Calculate how much your savings will grow over time with compound interest. See your final balance, total interest earned, and year-by-year growth for any savings account, high-yield savings, or investment account. Includes monthly contribution modeling. Free, instant, no sign-up.
Compound interest with monthly contributions
Compound interest is often called the eighth wonder of the world — and for good reason. When interest is added to your principal and then earns interest itself, the growth becomes exponential rather than linear. A one-time deposit of $10,000 at 4.5% APY grows to $15,530 in 10 years, $24,117 in 20 years, and $37,453 in 30 years — without adding another dollar. Add $300/month contributions and those same numbers become $59,386 at 10 years, $145,888 at 20 years, and $283,673 at 30 years. The math clearly rewards two behaviors: starting early and adding consistently.
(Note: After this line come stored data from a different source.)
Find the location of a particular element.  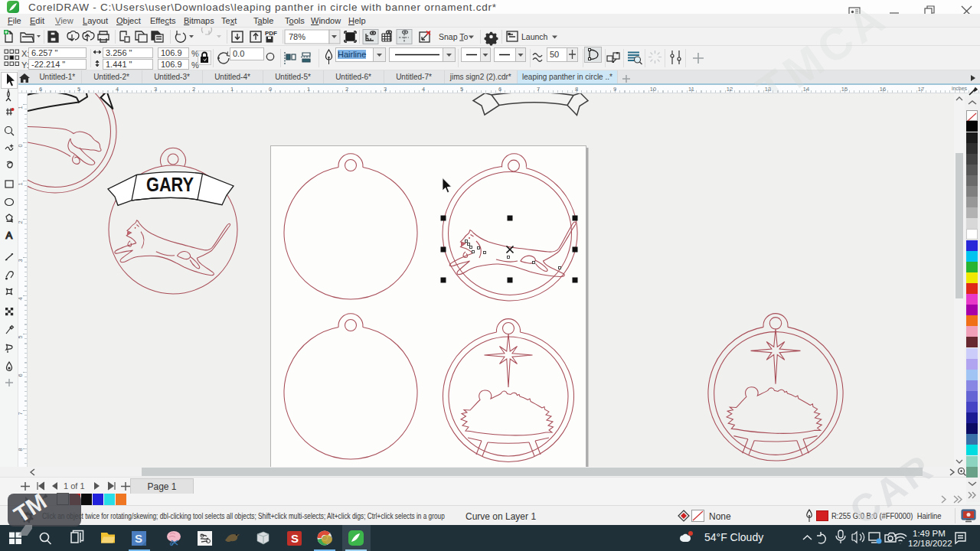

svg-text: GARY is located at coordinates (170, 184).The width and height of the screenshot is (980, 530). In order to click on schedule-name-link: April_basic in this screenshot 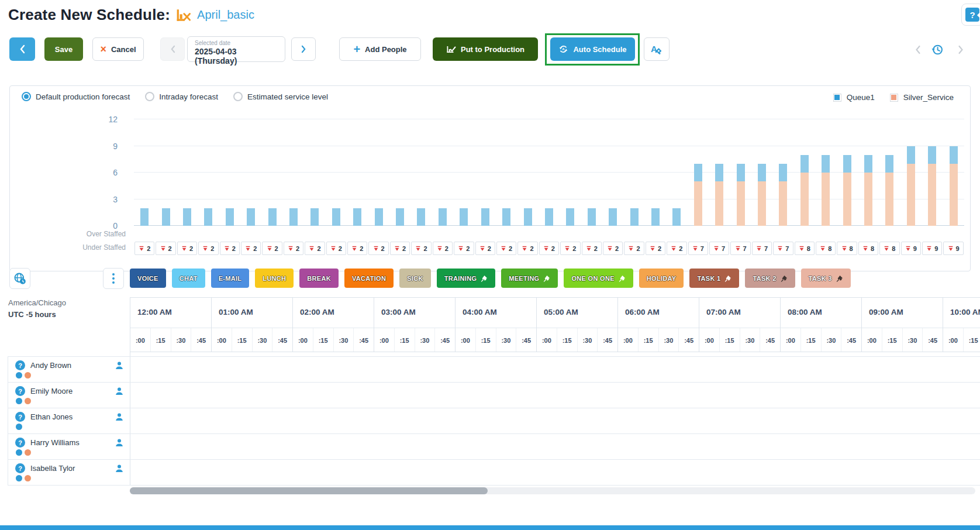, I will do `click(226, 15)`.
In 2026, high-yield savings accounts (HYSAs) are offering 4.5–5.1% APY at online banks like Marcus, Ally, and SoFi — dramatically higher than the 0.06% national average at traditional brick-and-mortar banks. FDIC insurance covers up to $250,000 per depositor per institution. For emergency funds (the recommended 3–6 months of expenses) and short-term savings goals (1–5 years), HYSAs are the optimal savings vehicle. For longer time horizons (5+ years), index funds in a Roth IRA or taxable brokerage account typically outperform HYSAs significantly, though with more volatility. Always match your savings vehicle to your time horizon and risk tolerance.
High-yield savings: 4.5–5.1% APY. Money market accounts: 4.0–4.8%. 12-month CDs: 4.5–5.0%. 5-year CDs: 4.0–4.5%. Traditional bank savings: 0.01–0.06%. Switching to a HYSA from a traditional account can earn 70x more interest on the same balance.
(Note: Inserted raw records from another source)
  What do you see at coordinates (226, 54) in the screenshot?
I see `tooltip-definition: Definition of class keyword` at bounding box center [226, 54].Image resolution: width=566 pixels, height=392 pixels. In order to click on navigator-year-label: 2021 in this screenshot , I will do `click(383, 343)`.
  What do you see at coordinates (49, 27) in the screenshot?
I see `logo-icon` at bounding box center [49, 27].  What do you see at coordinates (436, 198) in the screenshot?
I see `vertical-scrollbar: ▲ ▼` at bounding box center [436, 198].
Before investing, build 3–6 months of living expenses in an FDIC-insured HYSA. This is the financial cushion that prevents you from cashing out investments during a job loss or emergency. Once funded, invest the rest in tax-advantaged accounts (Roth IRA, 401k) before taxable brokerage.
Daily compounding earns slightly more than monthly, which earns more than annual. On $50,000 at 5% for 10 years: annual compounding = $81,445 vs daily compounding = $82,436 — a $991 difference. For most savings accounts, the effect is small but compounds over longer periods.
Divide 72 by your interest rate to estimate doubling time. At 4.5% APY: 72/4.5 = 16 years to double. At 7% (stock market avg): 72/7 = ~10 years. At 10%: 72/10 = 7.2 years. Use this mental shortcut to quickly evaluate if a savings account rate is worthwhile for your goal timeline.